It turns out Musson started posting the recordings back in 2010 — during his first semester at Penn Design — but they span the last few years and were all new to us. As his invented character Hennessy Youngman, Musson offers up “Art Thoughtz,” discussing everything from the debate over attending grad school to becoming a successful artist to “Poetic Waxin’.”

One biography of the artist described these Youngman videos as “pit[ting] hip-hop and art world idioms against each other in a dual parody of cultural clichés.” A New York Times article called them “insightful jabs made by a hip-hop personality whose faux-outsider perspective is intended to challenge the art world’s pretensions and inaccessibility.” Art in America said Musson was “Ali G with an M.F.A.”

Here’s Hennessy Youngman’s YouTube channel, and here’s his most-viewed video, “How to Make an Art”:

In addition to recording videos and delivering in-person lectures as Youngman, Musson makes art under his own name, too. He had solo shows last year at the Fleisher/Ollman Gallery in Philly and Salon 94 in New York City, and he also exhibited in group shows at the Contemporary Arts Museum — Houston, FLAG Art Foundation and Postmasters in New York and Penn’s own Institute of Contemporary Art.

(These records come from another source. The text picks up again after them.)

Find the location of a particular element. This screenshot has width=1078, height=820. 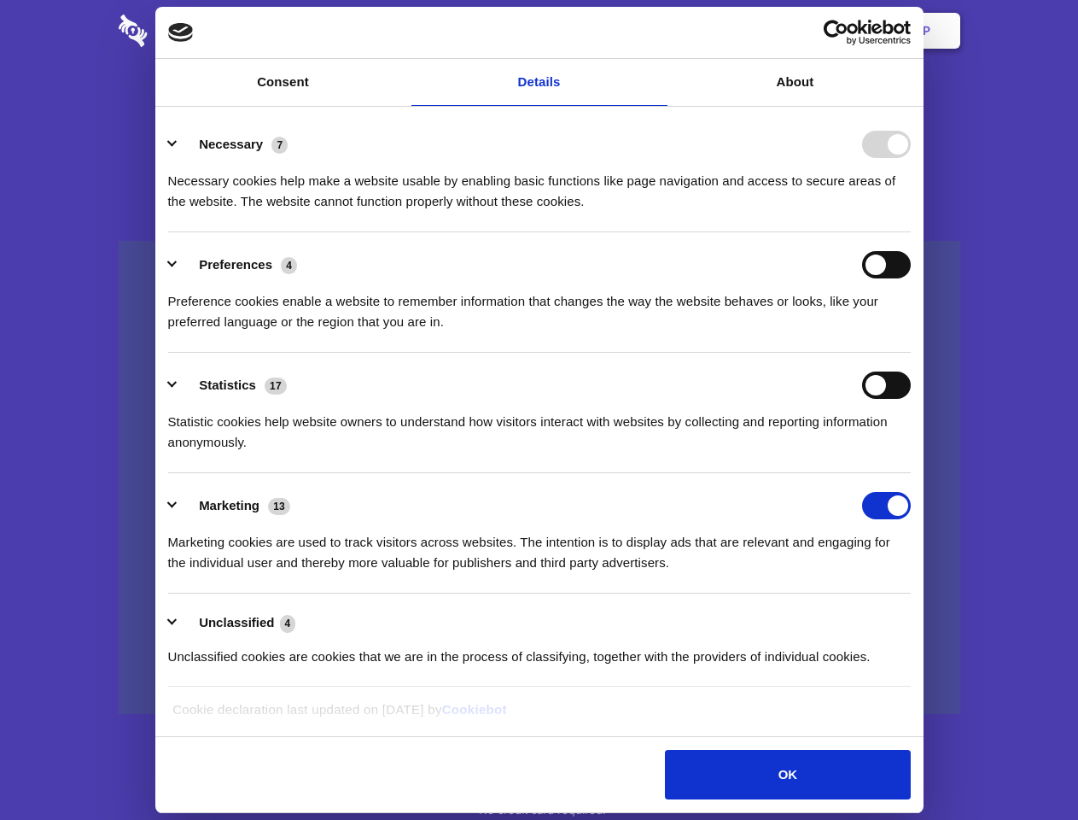

div: Marketing cookies are used to track visitors across websites. The intention is to display ads tha... is located at coordinates (540, 546).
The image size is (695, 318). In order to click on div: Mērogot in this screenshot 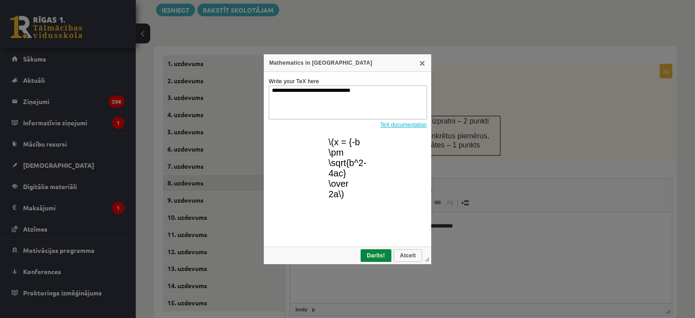, I will do `click(427, 259)`.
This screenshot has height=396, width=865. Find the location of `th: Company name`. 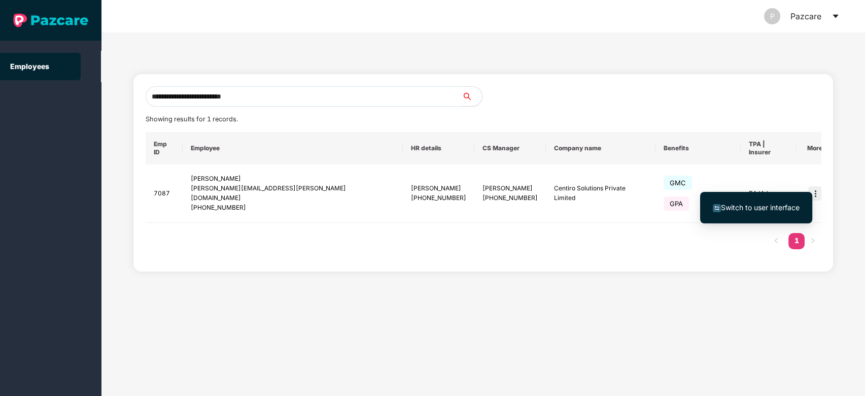

th: Company name is located at coordinates (601, 148).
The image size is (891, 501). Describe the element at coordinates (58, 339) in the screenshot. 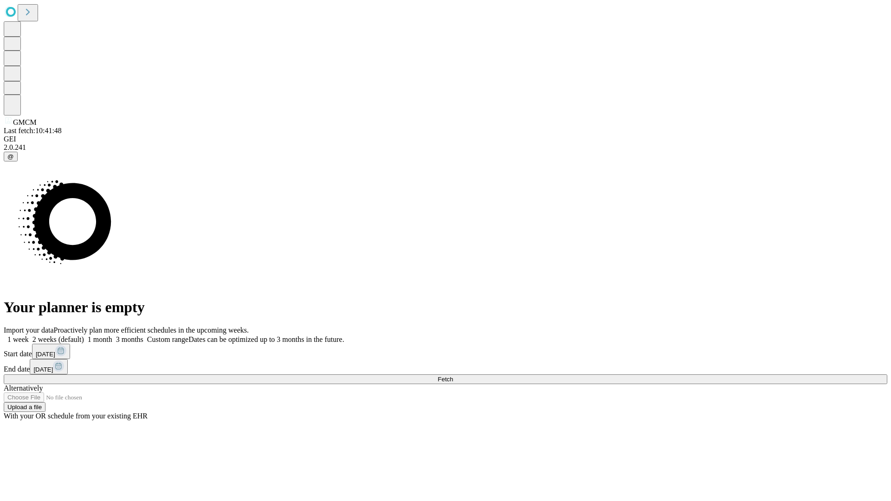

I see `span: 2 weeks (default)` at that location.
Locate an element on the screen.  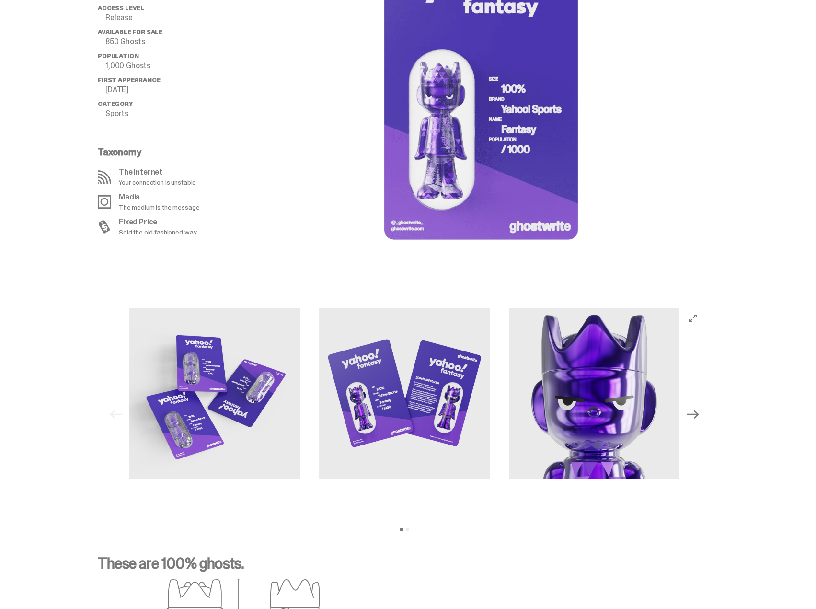
img: Yahoo-MG-1.png is located at coordinates (215, 393).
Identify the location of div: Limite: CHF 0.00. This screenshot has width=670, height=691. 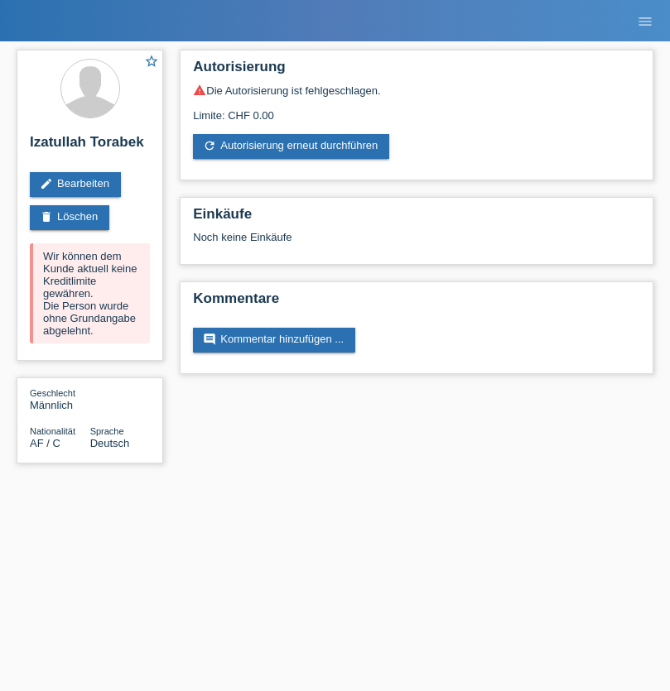
(416, 109).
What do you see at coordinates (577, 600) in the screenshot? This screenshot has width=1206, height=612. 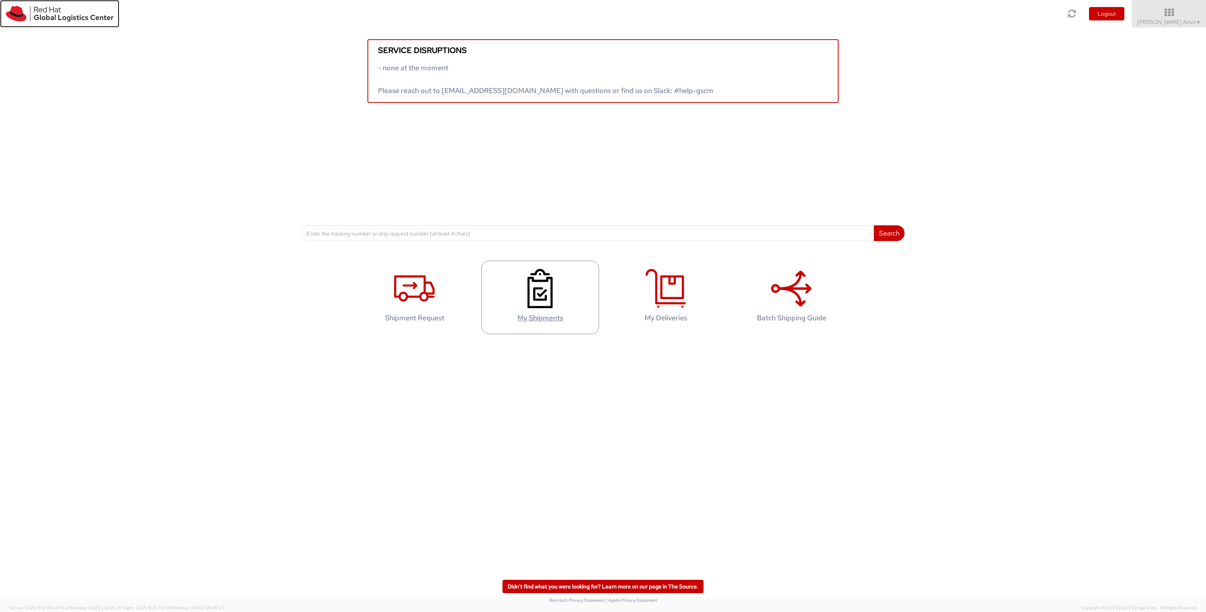 I see `a: Red Hat's Privacy Statement` at bounding box center [577, 600].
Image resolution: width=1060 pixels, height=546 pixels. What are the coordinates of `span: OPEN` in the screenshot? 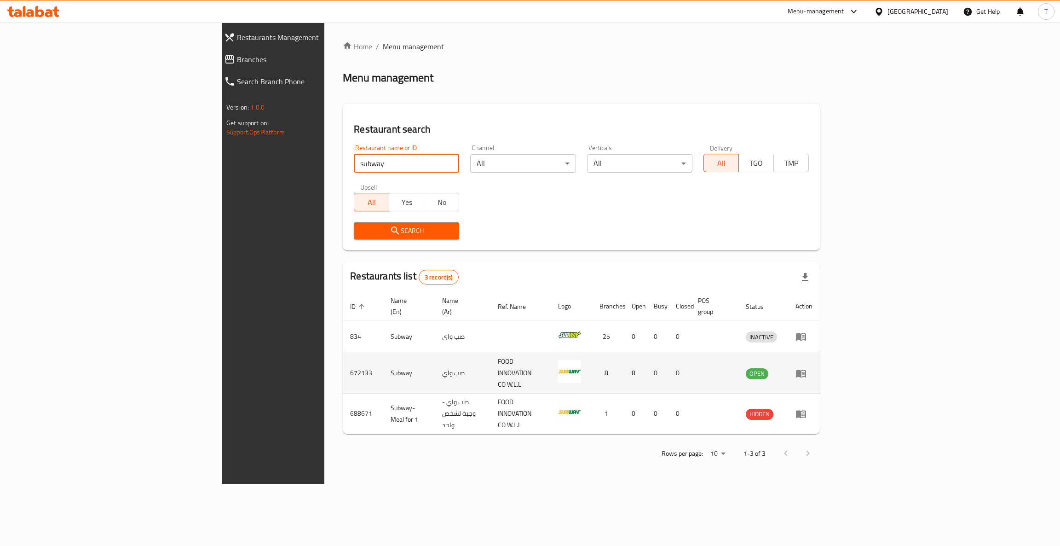 It's located at (757, 373).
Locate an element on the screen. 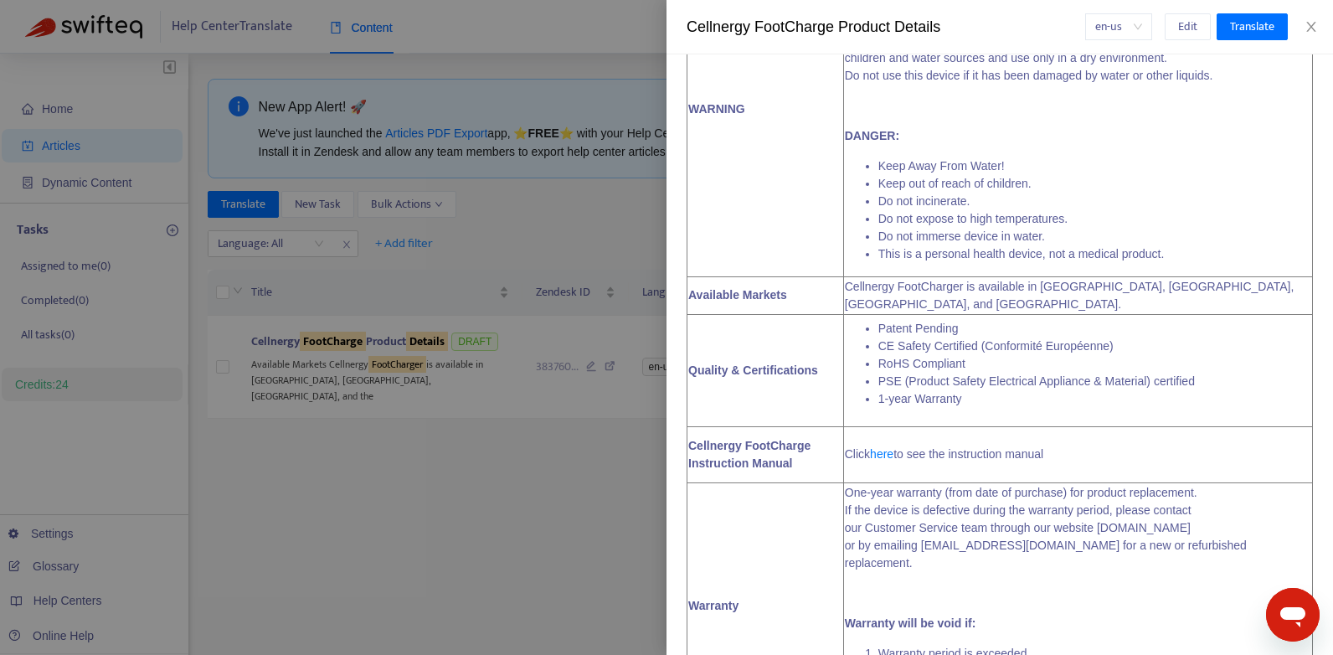 This screenshot has width=1333, height=655. strong: Cellnergy FootCharge Instruction Manual is located at coordinates (749, 454).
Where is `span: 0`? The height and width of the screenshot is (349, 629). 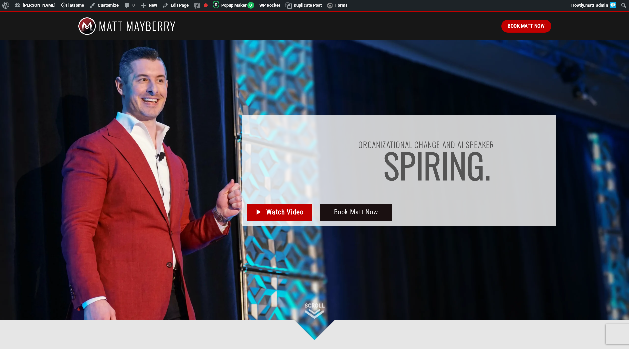
span: 0 is located at coordinates (251, 5).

At ICA, Musson’s work “Early Imperial Luxury Arts” appeared in the exhibition First Among Equals. Here’s what it looked like:

Photo: Alex Klein / ICA
Photo: Alex Klein / ICA

Musson also became the voice heard ’round the world earlier this year thanks to “Harlem Shake” — a song-turned-Internet-meme. (This Top 10 compilation alone has nearly 60 million views.) The song’s creator, a DJ who goes by Baauer, sampled the key line “then do the Harlem shake” from the song “Miller Time,” which Musson’s rap collective Plastic Little released in 2001. The only problem was that Baauer didn’t have anyone’s permission. If you’re curious, the Times published this detailed account of what happened.